The first chapter, then, introduces and also alludes to the ending of the novel. The second chapter takes us back to the beginning, to the initiation (instigation) of events. It starts with the pool where Kitty Finch is found swimming naked and is observed by Joe, his wife Isabel, their fourteen-year old daughter Nina, and the family friends Mitchell and Laura. Kitty’s nudity is a recurring theme and, at a deeper level, could be interpreted as the exposing (revealing, divulging) of secrets, the stripping away of that which is presented and the uncovering of facts, illusions, fabrications and hidden agendas (clandestine or undisclosed desires, intentions, tactics, strategies and plans). Her superficially (seemingly) drowning figure is another recurrent motif and the title of the book, Swimming home, is in fact also the title of Kitty’s poem which she has written especially for Joe, in conversation with him, but also as a confession of her wish to drown herself. The poem and this motif in general hint at the psychological experience of drowning felt in particular ways by each of the characters in the novel.

Due to an error in accommodation arrangements, Isabel, Joe’s war correspondent wife, inexplicably and disturbingly invites Kitty to stay with them, even though it is obvious to everyone that Joe is nothing less than Kitty’s personal object-cathexis. Laura, the family friend, seems most perturbed by this decision and although she at first glance appears the most reasonable (sane) of the party, it later becomes apparent that Mitchell, her husband, with whom she owns a London shop dealing in “expensive African jewellery” and “primitive Persian, Turkish and Hindu weapons”, is a trigger-happy profligate and that their imminent financial ruin is, in a manner of speaking, drowning her.

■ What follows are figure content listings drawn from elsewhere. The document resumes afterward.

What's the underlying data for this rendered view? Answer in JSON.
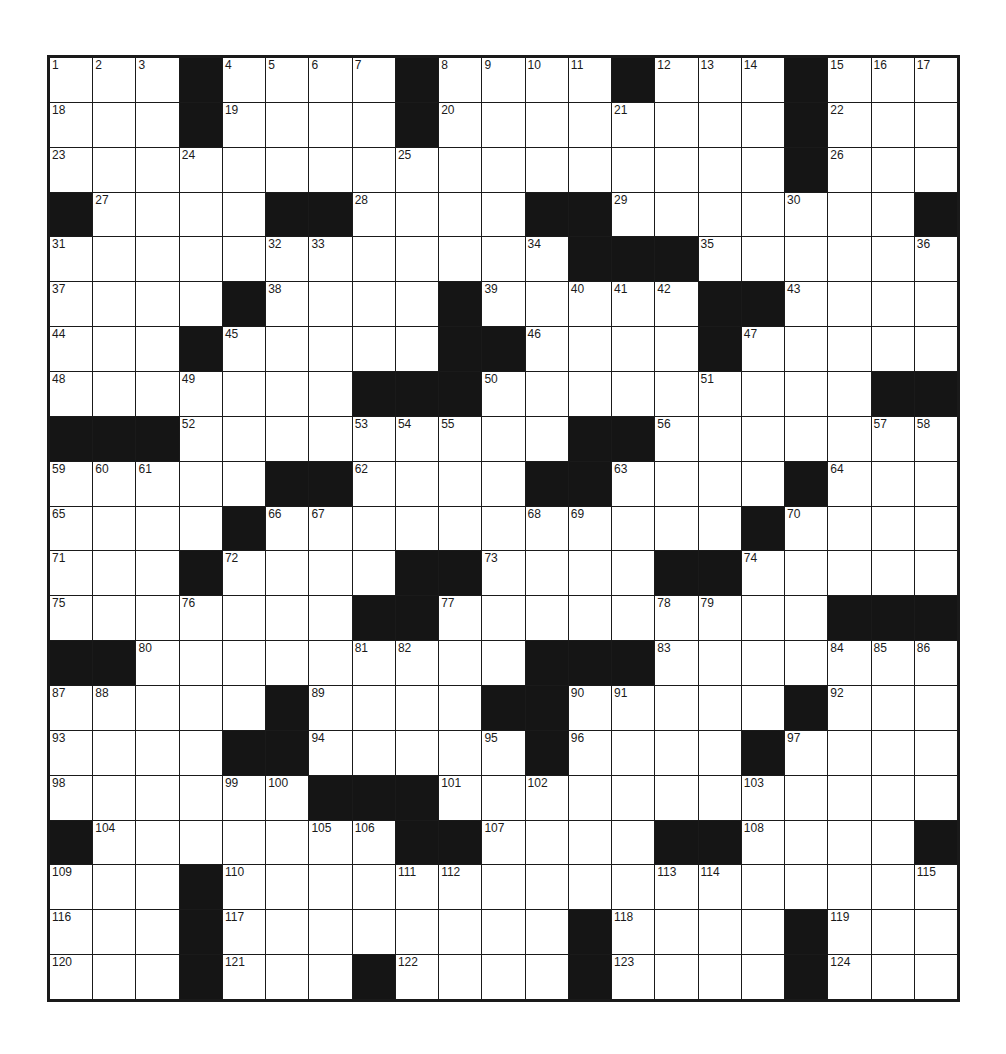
{
  "puzzle": {
    "rows": 21,
    "cols": 21,
    "colors": {
      "block": "#151515",
      "cell": "#ffffff",
      "line": "#1a1a1a"
    },
    "layout": [
      "...#....#....#...#...",
      "...#....#........#...",
      ".................#...",
      "#....##....##.......#",
      "............###......",
      "....#....#.....##....",
      "...#.....##....#.....",
      ".......###.........##",
      "###.........##.......",
      ".....##....##....#...",
      "....#...........#....",
      "...#....##....##.....",
      ".......##.........###",
      "##.........###.......",
      ".....#....##.....#...",
      "....##.....#....#....",
      "......###............",
      "#.......##....##....#",
      "...#.................",
      "...#........#....#...",
      "...#...#....#....#..."
    ],
    "numbers": [
      [
        1,
        2,
        3,
        null,
        4,
        5,
        6,
        7,
        null,
        8,
        9,
        10,
        11,
        null,
        12,
        13,
        14,
        null,
        15,
        16,
        17
      ],
      [
        18,
        null,
        null,
        null,
        19,
        null,
        null,
        null,
        null,
        20,
        null,
        null,
        null,
        21,
        null,
        null,
        null,
        null,
        22,
        null,
        null
      ],
      [
        23,
        null,
        null,
        24,
        null,
        null,
        null,
        null,
        25,
        null,
        null,
        null,
        null,
        null,
        null,
        null,
        null,
        null,
        26,
        null,
        null
      ],
      [
        null,
        27,
        null,
        null,
        null,
        null,
        null,
        28,
        null,
        null,
        null,
        null,
        null,
        29,
        null,
        null,
        null,
        30,
        null,
        null,
        null
      ],
      [
        31,
        null,
        null,
        null,
        null,
        32,
        33,
        null,
        null,
        null,
        null,
        34,
        null,
        null,
        null,
        35,
        null,
        null,
        null,
        null,
        36
      ],
      [
        37,
        null,
        null,
        null,
        null,
        38,
        null,
        null,
        null,
        null,
        39,
        null,
        40,
        41,
        42,
        null,
        null,
        43,
        null,
        null,
        null
      ],
      [
        44,
        null,
        null,
        null,
        45,
        null,
        null,
        null,
        null,
        null,
        null,
        46,
        null,
        null,
        null,
        null,
        47,
        null,
        null,
        null,
        null
      ],
      [
        48,
        null,
        null,
        49,
        null,
        null,
        null,
        null,
        null,
        null,
        50,
        null,
        null,
        null,
        null,
        51,
        null,
        null,
        null,
        null,
        null
      ],
      [
        null,
        null,
        null,
        52,
        null,
        null,
        null,
        53,
        54,
        55,
        null,
        null,
        null,
        null,
        56,
        null,
        null,
        null,
        null,
        57,
        58
      ],
      [
        59,
        60,
        61,
        null,
        null,
        null,
        null,
        62,
        null,
        null,
        null,
        null,
        null,
        63,
        null,
        null,
        null,
        null,
        64,
        null,
        null
      ],
      [
        65,
        null,
        null,
        null,
        null,
        66,
        67,
        null,
        null,
        null,
        null,
        68,
        69,
        null,
        null,
        null,
        null,
        70,
        null,
        null,
        null
      ],
      [
        71,
        null,
        null,
        null,
        72,
        null,
        null,
        null,
        null,
        null,
        73,
        null,
        null,
        null,
        null,
        null,
        74,
        null,
        null,
        null,
        null
      ],
      [
        75,
        null,
        null,
        76,
        null,
        null,
        null,
        null,
        null,
        77,
        null,
        null,
        null,
        null,
        78,
        79,
        null,
        null,
        null,
        null,
        null
      ],
      [
        null,
        null,
        80,
        null,
        null,
        null,
        null,
        81,
        82,
        null,
        null,
        null,
        null,
        null,
        83,
        null,
        null,
        null,
        84,
        85,
        86
      ],
      [
        87,
        88,
        null,
        null,
        null,
        null,
        89,
        null,
        null,
        null,
        null,
        null,
        90,
        91,
        null,
        null,
        null,
        null,
        92,
        null,
        null
      ],
      [
        93,
        null,
        null,
        null,
        null,
        null,
        94,
        null,
        null,
        null,
        95,
        null,
        96,
        null,
        null,
        null,
        null,
        97,
        null,
        null,
        null
      ],
      [
        98,
        null,
        null,
        null,
        99,
        100,
        null,
        null,
        null,
        101,
        null,
        102,
        null,
        null,
        null,
        null,
        103,
        null,
        null,
        null,
        null
      ],
      [
        null,
        104,
        null,
        null,
        null,
        null,
        105,
        106,
        null,
        null,
        107,
        null,
        null,
        null,
        null,
        null,
        108,
        null,
        null,
        null,
        null
      ],
      [
        109,
        null,
        null,
        null,
        110,
        null,
        null,
        null,
        111,
        112,
        null,
        null,
        null,
        null,
        113,
        114,
        null,
        null,
        null,
        null,
        115
      ],
      [
        116,
        null,
        null,
        null,
        117,
        null,
        null,
        null,
        null,
        null,
        null,
        null,
        null,
        118,
        null,
        null,
        null,
        null,
        119,
        null,
        null
      ],
      [
        120,
        null,
        null,
        null,
        121,
        null,
        null,
        null,
        122,
        null,
        null,
        null,
        null,
        123,
        null,
        null,
        null,
        null,
        124,
        null,
        null
      ]
    ]
  }
}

Mitchell, the most unpleasant of the characters, introduces an ancient Persian gun, which, as Anton Chekhov famously said, once presented in the narrative must, eventually, go off. Mitchell’s obsession with ancient weaponry could be read as commentary on the violence suffered in our societies – physically, mentally, emotionally and structurally. The idea of violence is also echoed through Isabel’s work as a war correspondent and Kitty’s earlier confinement in a mental institution.

More subtly though, we see the unnoticed (unseen, disregarded, ignored) violent effects of absent parents on the budding pubescent Nina, who has had to deal with a mother who was both physically and emotionally absent and unavailable, as well as a father who was emotionally inattentive, but needed her to fulfil certain roles traditionally carried out by women, or at least by one’s partner. Consequently, even though there was no sexual requirement from her father, Nina still has to deal with the trauma of taking on the role of wife by supporting her father in other ways. This conflicting taboo within Nina, associated with an overly invested love for the father as a secretly desired lover, could be said to materialise (concretise) in the experience of her first period – in itself a violent and bloody act of the body – which then, in keeping with her life experience, is not shared with her parents, but with the intruder (outsider, stranger), Kitty, from whom she finds unexpected comfort, understanding, solidarity and companionship, even if fleeting.

The novel, shortlisted for the Booker Prize, ends as it begins: with a pool and a mountain road, with madness, despair and a confrontation with mortality. But don’t be fooled for a second; the plot is not made up only of what is written and what is read, but rather of what takes place in the liminal spaces, between words, lines, meanings and the constructions (misconstructions) each character and reader is bound to make.